I fully agree with Abraham Lincoln that slavery is a 100%, morally - reprehensible institution. No man has a justifiable right
of any kind to hold another individual in human bondage so that he is deprived of his natural,
Divinely-ordained, Natural right to freedom.
FULL STOP - END OF STORY.
By the end of the American Civil War, 625,000 men had died in one of the West's most horrific and bloody conflicts. And everyone knows that in 1865, after Lincoln's Union Army had defeated the Confederacy, the 13th Amendment prohibiting slavery in the US was ratified.
But the 13th Amendment is just one chapter in the story of the prohibition of slavery in America. Recently I discovered some relevant history relating to slavery in the US that most of you Yanks will not know about, but which I think is very interesting and important.
So, if you want to educate yourself, here it is....
What I learned is that on March 2, 1807, Congress voted to ban the importation of slaves (African and Carribean, in particular) to America.
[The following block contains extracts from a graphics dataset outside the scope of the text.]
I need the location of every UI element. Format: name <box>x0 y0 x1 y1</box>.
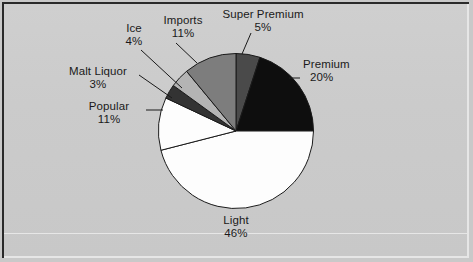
leader-line-ice <box>141 50 182 88</box>
slice-label-ice-value: 4% <box>112 35 156 48</box>
slice-label-ice: Ice 4% <box>112 22 156 48</box>
slice-label-light-value: 46% <box>186 227 286 240</box>
pie-chart-figure: Super Premium 5% Premium 20% Light 46% P… <box>0 0 473 262</box>
slice-label-super-premium: Super Premium 5% <box>214 8 312 34</box>
slice-label-imports-name: Imports <box>152 14 214 27</box>
leader-line-imports <box>176 43 197 63</box>
leader-line-super-premium <box>242 33 251 54</box>
slice-label-popular-name: Popular <box>74 100 144 113</box>
slice-label-ice-name: Ice <box>112 22 156 35</box>
slice-label-malt-liquor-value: 3% <box>56 78 140 91</box>
slice-label-imports: Imports 11% <box>152 14 214 40</box>
slice-label-premium-value: 20% <box>303 71 393 84</box>
pie-slices <box>158 54 313 209</box>
leader-line-malt-liquor <box>139 75 172 98</box>
slice-label-premium: Premium 20% <box>303 58 393 84</box>
slice-label-popular-value: 11% <box>74 113 144 126</box>
slice-label-super-premium-value: 5% <box>214 21 312 34</box>
slice-label-malt-liquor: Malt Liquor 3% <box>56 65 140 91</box>
slice-label-popular: Popular 11% <box>74 100 144 126</box>
slice-label-super-premium-name: Super Premium <box>214 8 312 21</box>
slice-label-malt-liquor-name: Malt Liquor <box>56 65 140 78</box>
slice-label-light-name: Light <box>186 214 286 227</box>
slice-label-imports-value: 11% <box>152 27 214 40</box>
slice-label-premium-name: Premium <box>303 58 393 71</box>
slice-label-light: Light 46% <box>186 214 286 240</box>
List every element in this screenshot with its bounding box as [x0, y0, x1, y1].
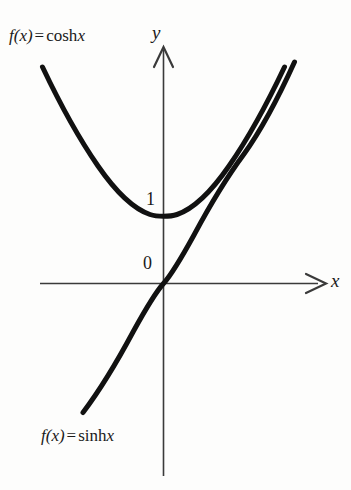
plot-canvas [0, 0, 351, 490]
sinh-function-label: f(x)=sinhx [41, 427, 114, 444]
x-axis-label: x [331, 271, 339, 290]
cosh-label-arg: (x) [14, 26, 33, 45]
origin-label-zero: 0 [143, 254, 152, 272]
sinh-label-equals: = [65, 426, 79, 445]
cosh-label-equals: = [33, 26, 47, 45]
cosh-label-variable: x [77, 26, 85, 45]
y-axis-tick-label-one: 1 [146, 190, 155, 208]
sinh-label-arg: (x) [46, 426, 65, 445]
cosh-function-label: f(x)=coshx [9, 27, 85, 44]
sinh-label-name: sinh [78, 426, 106, 445]
cosh-label-name: cosh [46, 26, 77, 45]
hyperbolic-functions-figure: f(x)=coshx f(x)=sinhx y x 1 0 [0, 0, 351, 490]
sinh-label-variable: x [107, 426, 115, 445]
y-axis-label: y [152, 23, 160, 42]
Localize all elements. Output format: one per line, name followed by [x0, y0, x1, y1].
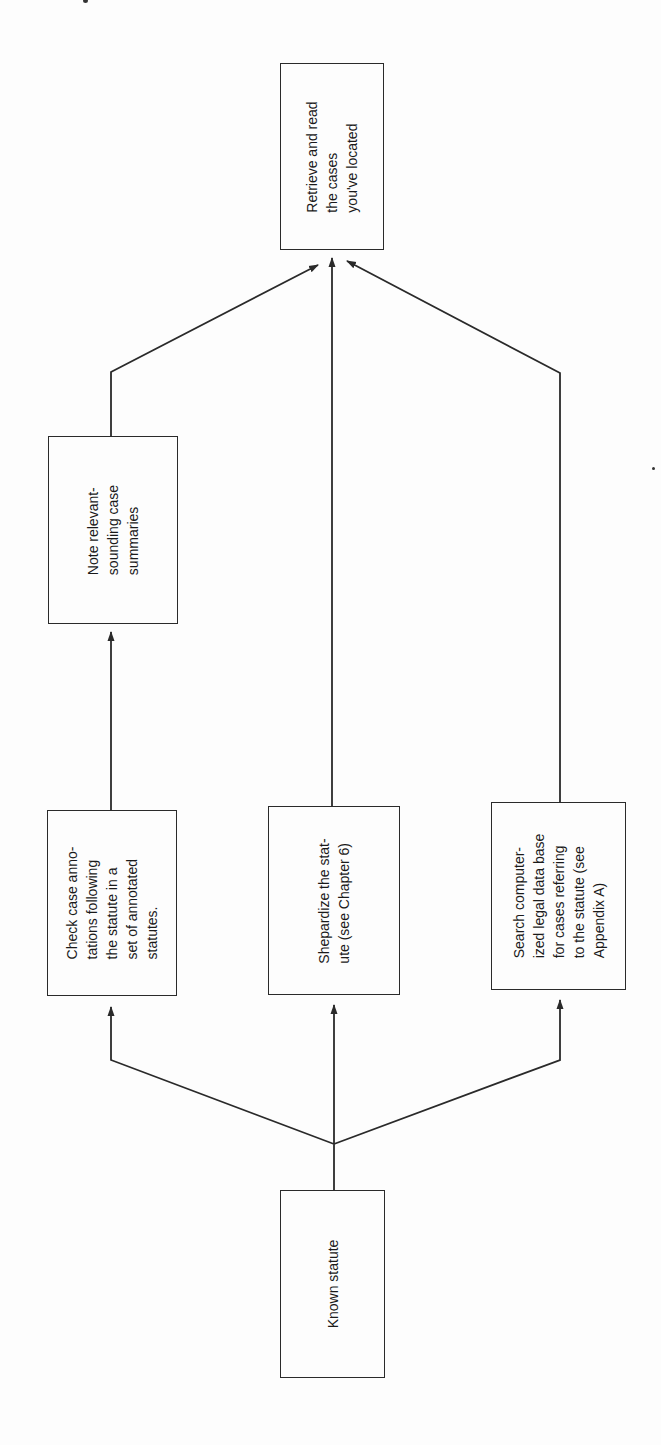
scan-artifact-dot	[83, 0, 88, 3]
edge-known_statute-to-check_annotations	[111, 1007, 334, 1190]
node-label: Shepardize the stat- ute (see Chapter 6)	[314, 838, 354, 963]
node-check-case-annotations: Check case anno- tations following the s…	[47, 810, 177, 996]
node-search-legal-database: Search computer- ized legal data base fo…	[491, 802, 626, 990]
node-retrieve-read-cases: Retrieve and read the cases you've locat…	[280, 63, 384, 250]
node-label: Note relevant- sounding case summaries	[83, 485, 143, 575]
node-label: Check case anno- tations following the s…	[62, 847, 162, 960]
node-shepardize-statute: Shepardize the stat- ute (see Chapter 6)	[268, 806, 400, 995]
flowchart-canvas: Known statute Check case anno- tations f…	[0, 0, 661, 1445]
edge-search_database-to-retrieve_cases	[347, 261, 560, 802]
node-label: Search computer- ized legal data base fo…	[509, 834, 609, 959]
edge-known_statute-to-search_database	[334, 1000, 560, 1144]
edge-note_summaries-to-retrieve_cases	[111, 265, 318, 436]
scan-artifact-dot	[652, 467, 655, 470]
node-label: Known statute	[323, 1240, 343, 1329]
node-note-case-summaries: Note relevant- sounding case summaries	[48, 436, 178, 624]
node-label: Retrieve and read the cases you've locat…	[302, 101, 362, 212]
node-known-statute: Known statute	[280, 1190, 385, 1378]
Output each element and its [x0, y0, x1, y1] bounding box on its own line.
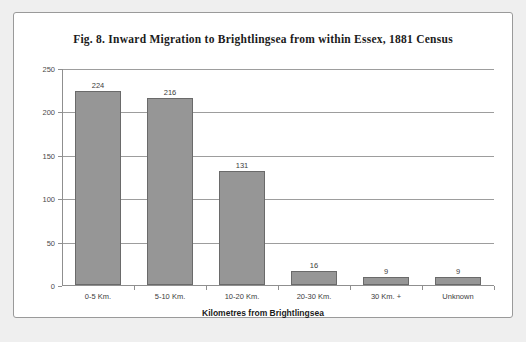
x-tick-mark: [422, 286, 423, 290]
x-tick-mark: [494, 286, 495, 290]
gridline: [62, 156, 494, 157]
bar[interactable]: [363, 277, 409, 285]
y-tick-label: 50: [47, 238, 55, 247]
x-tick-mark: [278, 286, 279, 290]
category-label: 30 Km. +: [371, 292, 401, 301]
y-tick-label: 100: [42, 195, 55, 204]
category-label: 20-30 Km.: [297, 292, 332, 301]
y-tick-label: 250: [42, 65, 55, 74]
plot-area: 050100150200250 2242161311699: [62, 69, 494, 286]
bar-value-label: 131: [236, 161, 249, 170]
y-tick-mark: [58, 286, 62, 287]
y-tick-label: 0: [51, 282, 55, 291]
bar-value-label: 16: [310, 261, 318, 270]
category-label: 5-10 Km.: [155, 292, 185, 301]
category-label: Unknown: [442, 292, 473, 301]
figure-frame: Fig. 8. Inward Migration to Brightlingse…: [13, 12, 513, 318]
category-label: 0-5 Km.: [85, 292, 111, 301]
x-axis-title: Kilometres from Brightlingsea: [14, 308, 512, 318]
bar[interactable]: [435, 277, 481, 285]
x-tick-mark: [134, 286, 135, 290]
bar[interactable]: [291, 271, 337, 285]
bar-value-label: 224: [92, 81, 105, 90]
bar[interactable]: [147, 98, 193, 285]
category-label: 10-20 Km.: [225, 292, 260, 301]
bar[interactable]: [75, 91, 121, 285]
y-tick-label: 200: [42, 108, 55, 117]
gridline: [62, 243, 494, 244]
gridline: [62, 112, 494, 113]
y-axis-line: [62, 69, 63, 286]
bar[interactable]: [219, 171, 265, 285]
bar-value-label: 216: [164, 88, 177, 97]
gridline: [62, 199, 494, 200]
chart-title: Fig. 8. Inward Migration to Brightlingse…: [14, 33, 512, 45]
x-tick-mark: [350, 286, 351, 290]
x-tick-mark: [206, 286, 207, 290]
bar-value-label: 9: [456, 267, 460, 276]
gridline: [62, 69, 494, 70]
y-tick-label: 150: [42, 151, 55, 160]
bar-value-label: 9: [384, 267, 388, 276]
x-axis-line: [62, 285, 494, 286]
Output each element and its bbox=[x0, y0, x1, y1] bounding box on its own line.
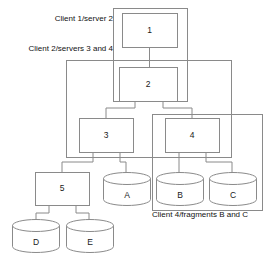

On this day it enacted a law to....
"...prohibit the importation ofslaves into any port or place within the jurisdiction of the United States...from any foreign kingdom, place or country."
The ban took effect on Jan 1, 1808. By the time the lawmakers had acted, EVERY STATE except South Carolina had ALREADY abolished the (transatlantic) slave trade.
This legislation was promoted by President Thomas Jefferson - (and, yes, I know that Jefferson himself was a slaveholder) - who called for the enactment in his 1806, State of the Union address, and who had favoured acting on the issue since the 1770s. Hs position on the question of banning the transatlantic importation of African and Caribbean slaves to America reflected a growing trend toward abolishing the international slave trade, with Virginia, followed by ALL the other states had banned, or restricted, since the prior decade (again, with the exception of South Carolina, which re-opened its trade).
In 1619 the first African slave ships had arrived in Jamestown, Virginia. The American Revolution against the British Crown which began in (1775)/1776, was, as you know,, based on a
bone fide appeal to human liberty and the naturally brought the issue of slavery into sharp focus. Many of the Founding Fathers castigated slavery and singled out the slave trade from Africa for condemnation. Some of the Founders, however, including Jefferson, whom I've already mentioned, along with George Washington and George Mason were slave owners. It is difficult to explain this, though there are a 1000 theories that have been put forward in the modern era that attempt to. IMHO, you would need to travel back to America in the later part of the 18th century in a time machine and meet up with Founders like Jefferson and George Washington to ask them, in person, why they owned slaves. Whatever their reasons were, I'm sure you would be surprised (!)
At the Constitutional Convention of 1787, the slave trade emerged as a bitter issue. After much caustic debate, a compromise was finally reached with the Southern states that guaranteed the continuance of the slave trade for 20 years after the adoption of the US Constitution. That deal set the earliest possible expiration date at 1808 - one which Congress met.
I think that for whatever reason/s this history of the slave trade in America is largely forgotten/ overlooked by most Americans, but it is important as it shows the US was taking firm and decisive steps toward stamping out slavery in America long before the 13th Amendment was ratified in 1865 after the Civil War.